A probing and poetic examination of language, food, faith, and family attachment in Italian life through the eyes of an American who moved to Parma with her husband and family. In the 1980s, the American writer Wallis Wilde-Menozzi moved permanently with her Italian husband and her daughter to Parma, a sophisticated city in northern Italy, where he became a professor of biology. Her search for rootedness in the city that was to be her home introduced her to complexities in her identity as she migrated into another language and looked for links beyond the joys of Verdi, Correggio, and Parmesan cheese, which visitors have rightly extolled for centuries. The local resistance to change perceived as individualistic led Wilde-Menozzi to explore the pull and challenge of difference and discover the backbone she needed for artistic freedom. In Mother Tongue, Wilde-Menozzi offers stories of far-sighted lives, remarkable Parma men and remarkable women, including the Renaissance abbess Giovanna Piacenza, the fighting Donella Rossi Sanvitale, and her own indefatigable mother-in-law. Framed with a new introduction by the author, and a new foreword by Patricia Hampl, this classic on diversity and tolerance, family, faith, and food in Italy and the United States is at once timeless and timely, a “large, beautiful window into the intelligent, literate, reflective life of Italy” (Shirley Hazzard).

Silence and Silences

by Wallis Wilde-Menozzi

A meditation on the infinite search for meanings in silence, from Wallis Wilde-Menozzi, the author of The Other Side of the Tiber and Mother Tongue.We need quiet to feel nothing, to hear silence that brings back proportion and the beauty of not knowing except for the outlines of what we live every day. Something inner settles. The right to silence unmediated by social judgment. Sitting at a table in an empty kitchen, peeling an apple, I wait for its next transformation. For a few seconds, the red, mottled, dangling skin unwinds what happened to it on earth.Wallis Wilde-Menozzi set out to touch silence for brief experiences of what is real. In images, dreams, and actions, the challenge leads to her heart as a writer. The pages of Silence and Silences form a vast tapestry of meanings shaped by many forces outside personal circumstance. Moving closer, the reader notices intricacies that shift when touched.
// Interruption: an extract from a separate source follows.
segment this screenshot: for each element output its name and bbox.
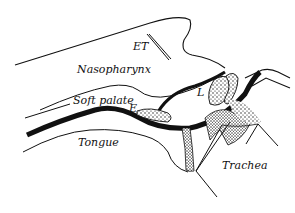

As the writer steps aside, there is cosmic joy, biological truth, historical injustice. The reader finds women’s voices and women’s silences, sees Agnes Martin’s thin, fine lines and D. H. Lawrence’s artful letters, and becomes a part of Wilde-Menozzi’s examination of the ever-changing self. COVID-19 thrusts itself into the unbounded narrative, and isolation brings with it a new kind of stillness. As Wilde-Menozzi writes, “Reading a book is a way of withdrawing into silence. It is a way of seeing and listening, of pulling back from what is happening at that very moment.” The author has created a record of how we tell ourselves stories, how we think and how we know. Above all, she has made silence a presence as rich as time on the page and given readers space to discover what that means to a life.